Producer Sara Archambault Joins Harvard’s Shorenstein Center to Lead New Documentary for the Public Interest Initiative

Producer Sara Archambault Joins Harvard’s Shorenstein Center to Lead New Documentary for the Public Interest Initiative

EXCLUSIVE: Award-winning documentary maker and film programmer Sara Archambault joins the Shorenstein Center for Media, Politics and Public Policy at Harvard University’s Kennedy School of Government. As newly appointed documentary project manager, Archambault will oversee a new public interest documentary initiative.

“The initiative will engage academics, filmmakers, journalists and industry leaders on key issues facing the documentary film industry today,” says a press release announcing Archambault’s appointment, “and includes activities such as fellowships, screenings, meetings and new awards. “

(L-R) Sara Archambault, Sierra Pettengill and Jamila Wignot of ‘Riotsville, USA’ attend the 2023 Film Independent Spirit Awards on March 4, 2023 in Santa Monica, California.

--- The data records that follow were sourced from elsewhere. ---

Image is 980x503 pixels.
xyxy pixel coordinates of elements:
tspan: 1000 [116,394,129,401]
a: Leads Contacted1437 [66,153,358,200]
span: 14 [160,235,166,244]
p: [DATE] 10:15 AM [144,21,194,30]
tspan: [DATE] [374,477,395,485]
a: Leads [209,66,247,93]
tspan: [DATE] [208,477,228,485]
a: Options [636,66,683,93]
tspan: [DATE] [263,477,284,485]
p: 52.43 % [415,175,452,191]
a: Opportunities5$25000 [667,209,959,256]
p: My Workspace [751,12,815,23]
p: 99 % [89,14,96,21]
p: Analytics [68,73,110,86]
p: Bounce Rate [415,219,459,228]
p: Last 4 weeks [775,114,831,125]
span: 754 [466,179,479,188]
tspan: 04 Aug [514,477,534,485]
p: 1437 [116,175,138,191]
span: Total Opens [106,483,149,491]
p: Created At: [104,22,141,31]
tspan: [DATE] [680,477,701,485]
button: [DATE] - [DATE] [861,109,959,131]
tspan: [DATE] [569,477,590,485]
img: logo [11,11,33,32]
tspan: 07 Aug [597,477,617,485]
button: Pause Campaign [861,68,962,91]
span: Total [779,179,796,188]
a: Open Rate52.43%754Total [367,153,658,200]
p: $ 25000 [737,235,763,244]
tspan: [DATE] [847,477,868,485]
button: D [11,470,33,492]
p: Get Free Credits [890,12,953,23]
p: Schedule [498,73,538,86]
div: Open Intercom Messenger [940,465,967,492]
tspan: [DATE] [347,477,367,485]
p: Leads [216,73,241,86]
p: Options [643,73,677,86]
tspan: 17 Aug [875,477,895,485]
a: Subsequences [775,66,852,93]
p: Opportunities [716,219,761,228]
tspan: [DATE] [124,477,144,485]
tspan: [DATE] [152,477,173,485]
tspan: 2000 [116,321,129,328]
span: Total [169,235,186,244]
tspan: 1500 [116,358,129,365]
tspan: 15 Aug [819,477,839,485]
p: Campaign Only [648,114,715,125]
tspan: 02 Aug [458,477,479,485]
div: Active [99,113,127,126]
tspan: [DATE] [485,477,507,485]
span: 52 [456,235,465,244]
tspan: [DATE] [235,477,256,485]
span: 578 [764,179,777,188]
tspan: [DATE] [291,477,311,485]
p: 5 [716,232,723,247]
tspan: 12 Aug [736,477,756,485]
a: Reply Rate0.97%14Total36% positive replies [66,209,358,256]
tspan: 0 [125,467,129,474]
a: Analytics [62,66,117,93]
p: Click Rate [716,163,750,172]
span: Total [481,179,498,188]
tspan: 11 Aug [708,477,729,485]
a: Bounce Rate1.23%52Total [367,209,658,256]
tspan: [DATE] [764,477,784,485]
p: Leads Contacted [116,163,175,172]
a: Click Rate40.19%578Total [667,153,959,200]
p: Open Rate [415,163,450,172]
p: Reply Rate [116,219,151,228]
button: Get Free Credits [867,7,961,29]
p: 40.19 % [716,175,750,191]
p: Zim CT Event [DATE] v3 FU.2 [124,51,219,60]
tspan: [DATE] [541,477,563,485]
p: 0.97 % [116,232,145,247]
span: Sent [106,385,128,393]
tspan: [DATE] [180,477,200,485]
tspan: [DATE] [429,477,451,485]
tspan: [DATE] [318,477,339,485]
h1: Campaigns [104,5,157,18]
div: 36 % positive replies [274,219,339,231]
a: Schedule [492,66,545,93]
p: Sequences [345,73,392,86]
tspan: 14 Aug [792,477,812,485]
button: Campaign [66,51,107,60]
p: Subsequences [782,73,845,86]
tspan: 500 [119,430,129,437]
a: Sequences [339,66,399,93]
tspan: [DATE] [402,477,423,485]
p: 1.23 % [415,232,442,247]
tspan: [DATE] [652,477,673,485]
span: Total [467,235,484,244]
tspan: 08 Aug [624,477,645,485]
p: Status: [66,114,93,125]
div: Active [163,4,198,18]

Photo by Frazer Harrison/Getty Images

Archambault’s recent production credits include Riotville, USA And A decent houseboth from 2022 and the following Reichland. Previously, she was director of programs at the LEF Foundation in Cambridge, Massachusetts for 10 years and founder/programmer for Brattle Theatre’s The DocYard film series for nine years. In 2019, the Boston Society of Film Critics gave her a special award for her “outstanding contributions to the Boston film community.”

In addition to her other accomplishments, Archambault is a 2020 Impact Partners Producing Fellow, a 2013 Sundance Creative Producers Lab Fellow, and was named a 2020 SF DocFest Vanguard Awardee. She is an active member of the Documentary Producers Alliance and a board member of The Flaherty.

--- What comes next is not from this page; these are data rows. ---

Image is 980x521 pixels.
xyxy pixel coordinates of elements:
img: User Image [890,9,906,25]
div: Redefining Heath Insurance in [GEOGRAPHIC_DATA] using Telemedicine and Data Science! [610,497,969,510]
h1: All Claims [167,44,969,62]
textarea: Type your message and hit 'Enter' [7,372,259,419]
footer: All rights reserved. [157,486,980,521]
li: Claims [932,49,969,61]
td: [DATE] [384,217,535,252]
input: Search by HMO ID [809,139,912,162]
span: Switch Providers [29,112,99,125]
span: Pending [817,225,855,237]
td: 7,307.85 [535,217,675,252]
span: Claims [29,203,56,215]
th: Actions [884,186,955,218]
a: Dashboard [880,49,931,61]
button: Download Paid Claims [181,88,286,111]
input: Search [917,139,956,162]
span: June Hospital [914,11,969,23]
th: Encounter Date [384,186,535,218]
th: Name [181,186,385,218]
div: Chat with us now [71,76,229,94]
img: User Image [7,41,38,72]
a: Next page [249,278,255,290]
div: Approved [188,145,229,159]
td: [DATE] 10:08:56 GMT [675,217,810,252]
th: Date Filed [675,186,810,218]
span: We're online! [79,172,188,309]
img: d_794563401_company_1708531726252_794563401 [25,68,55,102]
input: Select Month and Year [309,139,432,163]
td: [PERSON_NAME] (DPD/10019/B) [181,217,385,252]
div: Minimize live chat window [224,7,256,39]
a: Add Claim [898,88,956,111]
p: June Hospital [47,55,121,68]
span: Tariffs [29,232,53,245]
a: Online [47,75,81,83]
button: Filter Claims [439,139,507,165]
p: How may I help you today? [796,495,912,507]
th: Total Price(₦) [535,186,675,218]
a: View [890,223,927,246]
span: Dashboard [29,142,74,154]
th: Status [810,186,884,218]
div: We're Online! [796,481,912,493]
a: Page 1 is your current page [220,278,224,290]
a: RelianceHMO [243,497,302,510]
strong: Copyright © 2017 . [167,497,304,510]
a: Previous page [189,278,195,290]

“Sara’s deep knowledge of the documentary world from many angles makes her the perfect person to help build the infrastructure for this new project at the Shorenstein Center,” says Center Director Nancy Gibbs, who conceived and initiated the project.

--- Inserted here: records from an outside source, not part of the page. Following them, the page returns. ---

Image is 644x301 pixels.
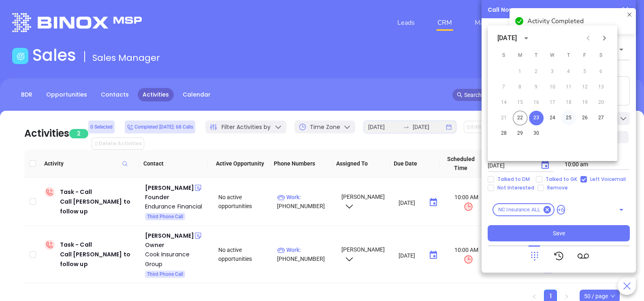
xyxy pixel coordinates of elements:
span: Work : [277,247,301,253]
div: [PERSON_NAME] [145,183,194,193]
a: BDR [16,88,37,102]
span: Tuesday [529,47,544,64]
span: Talked to GK [543,176,580,183]
div: [PERSON_NAME] [145,231,194,241]
span: Wednesday [545,47,560,64]
span: Thursday [561,47,576,64]
p: [PHONE_NUMBER] [277,245,334,264]
button: 25 [561,111,576,125]
div: NC Insurance ALL [493,203,555,216]
h1: Sales [32,46,76,65]
button: Edit Due Date [464,121,509,133]
span: NC Insurance ALL [494,206,545,214]
button: Next month [596,30,613,46]
input: MM/DD/YYYY [399,199,422,207]
span: Work : [277,194,301,201]
span: Monday [513,47,527,64]
th: Scheduled Time [440,150,481,178]
div: Call [PERSON_NAME] to follow up [60,250,138,269]
span: Talked to DM [494,176,533,183]
button: Delete Activities [92,137,144,150]
button: 24 [545,111,560,125]
a: Cook Insurance Group [145,250,207,269]
div: Founder [145,193,207,202]
span: Time Zone [310,123,340,131]
img: logo [12,13,142,32]
button: 22 [513,111,527,125]
span: [PERSON_NAME] [340,246,385,262]
th: Phone Numbers [271,150,333,178]
div: Call Now [488,6,514,14]
span: Third Phone Call [147,270,183,279]
span: Activity [44,159,137,168]
button: Choose date, selected date is Sep 22, 2025 [425,247,442,264]
button: 26 [578,111,592,125]
a: Endurance Financial [145,202,207,211]
th: Active Opportunity [208,150,270,178]
span: swap-right [403,124,410,130]
div: Task - Call [60,240,138,269]
span: 10:00 AM [449,245,485,264]
input: End date [413,123,445,131]
span: 10:00 AM [449,193,485,212]
button: 28 [497,126,511,141]
div: Activity Completed [527,16,624,26]
button: Open [616,44,627,55]
input: MM/DD/YYYY [399,251,422,259]
a: Contacts [96,88,134,102]
span: 2 [69,129,88,138]
div: No active opportunities [218,245,271,264]
button: Save [488,225,630,242]
th: Assigned To [333,150,390,178]
th: Due Date [390,150,440,178]
div: Activities [25,126,69,141]
a: CRM [434,15,455,31]
span: [PERSON_NAME] [340,194,385,209]
th: Contact [140,150,208,178]
span: Call To [488,24,506,31]
span: to [403,124,410,130]
div: Call [PERSON_NAME] to follow up [60,197,138,216]
span: Left Voicemail [587,176,629,183]
span: Sunday [497,47,511,64]
span: left [532,294,537,299]
button: Choose date, selected date is Sep 23, 2025 [537,157,553,173]
input: Start date [368,123,400,131]
span: search [457,92,463,98]
button: Open [616,204,627,215]
p: [PHONE_NUMBER] [277,193,334,211]
button: 29 [513,126,527,141]
button: 27 [594,111,608,125]
span: Filter Activities by [221,123,271,131]
span: right [564,294,569,299]
a: Opportunities [41,88,92,102]
span: Saturday [594,47,608,64]
span: Completed [DATE]: 68 Calls [127,123,193,131]
div: Task - Call [60,187,138,216]
input: MM/DD/YYYY [488,161,534,170]
span: Third Phone Call [147,212,183,221]
a: Leads [394,15,418,31]
span: 0 Selected [90,123,113,131]
span: Sales Manager [92,52,160,64]
span: Remove [544,185,571,191]
div: [DATE] [497,33,517,43]
input: Search… [464,90,609,99]
a: Activities [138,88,174,102]
span: Friday [578,47,592,64]
button: 30 [529,126,544,141]
button: Choose date, selected date is Sep 22, 2025 [425,194,442,211]
div: Owner [145,241,207,250]
button: calendar view is open, switch to year view [519,31,533,45]
span: Not Interested [494,185,538,191]
div: No active opportunities [218,193,271,211]
a: Marketing [472,15,508,31]
span: +6 [557,205,565,215]
span: Save [553,229,565,238]
a: Calendar [178,88,215,102]
button: 23 [529,111,544,125]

“We’ve seen such a huge change in the documentary industry in the last 10 years,” Archambault said in a statement. “From the huge increase in popularity of the form, to major changes in our documentary support organizations, even changes in how these films are funded, produced and viewed – all felt the change in real time, with limited space and limited.” With resources to collectively think, learn, and reflect on intentionally building pathways to the future, being in a place as rigorous and thoughtful as the Shorenstein Center feels like a perfect time to support this work .”

Shorenstein Center logo

Center Shorenstein

The Shorenstein Center was founded in 1986 to study the intersection of press and politics and to bring working journalists to the Kennedy School. The center “has expanded its mission over the past decade to study the challenges, threats and opportunities in the modern information ecosystem. With this strategic focus in mind, the Shorenstein Center is now expanding its work to examine questions facing documentary practice, the industry and its role in social life in this moment of growing engagement with form.

In addition to directing the Shorenstein Center, Nancy Gibbs is the Edward R. Murrow Professor of Practice of Press, Politics, and Public Policy at Harvard’s Kennedy School of Government. She is the former editor-in-chief of Time Magazine.